The principle of the miner's tool known as the "sand-auger" may prove itself very useful in this connection. From a heap of tailings the miner can select a sample, by boring into it with a thin tube, inside of which revolves a shaft carrying at its end a flat steel rotary scoop.

The pulverized sulphurets are decomposed by exposure to the air, and after the tailings have been preserved for a time, they may pay better at the second amalgamation than at the first. A mixture of common salt assists the decomposition of the pyrites. Chief Quartz-Mills. The most productive quartz-mill in the state is the Benton mill, on Fremont's Ranch, in Mariposa county.

It was a rude shanty of boards and rough boulders, half burrowing in one of the largest mounds of earth and gravel, which had once represented the tailings or refuse of the abandoned Indian Spring Placer.

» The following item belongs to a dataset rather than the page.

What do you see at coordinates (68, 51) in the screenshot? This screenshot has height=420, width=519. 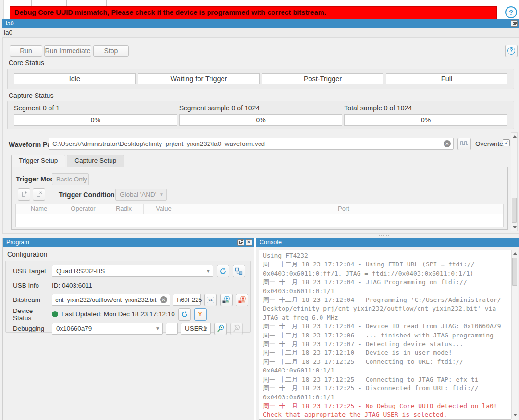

I told my employer I could not stay longer without an advance in my wages; that I liked quartz milling, indeed was infatuated with it; that I had never before grown so tenderly attached to an occupation in so short a time; that nothing, it seemed to me, gave such scope to intellectual activity as feeding a battery and screening tailings, and nothing so stimulated the moral attributes as retorting bullion and washing blankets still, I felt constrained to ask an increase of salary.

"Holy Moses!" cried one of them, as he drew his forefinger through the bright, yellow dust, "there's more than an ounce there." "There is," affirmed Grainger: "there are twenty-five pennyweights, and all that came out of not more than 250 lbs. of tailings!"

The creek, recently a limpid rivulet, was now a sluggish, muddy stream, winding about its tumbled bed; but a bright sky was over all, and a benignant sun smiled upon the gully, scintillating among the tailings and burnishing the muddy stream to silver. The tents looked white and clean, and the smoke from the camp-fires rose straight and high in the peaceful atmosphere.

In a few moments he was clattering down the single narrow street that lost itself in a chaotic ruin of races, ditches, and tailings at the foot of the hill, and dismounted before the gilded windows of the "Magnolia" saloon.

And there would be a landing-grid. Handling only one ship at a time, it might be a very small grid. It could be only hundreds of yards across and less than half a mile high. But its shadow would be distinctive. Calhoun searched among low mountains near unforested prairie in a temperate zone. He found a speck. He enlarged it manyfold. It was the mine on Orede. There were heaps of tailings.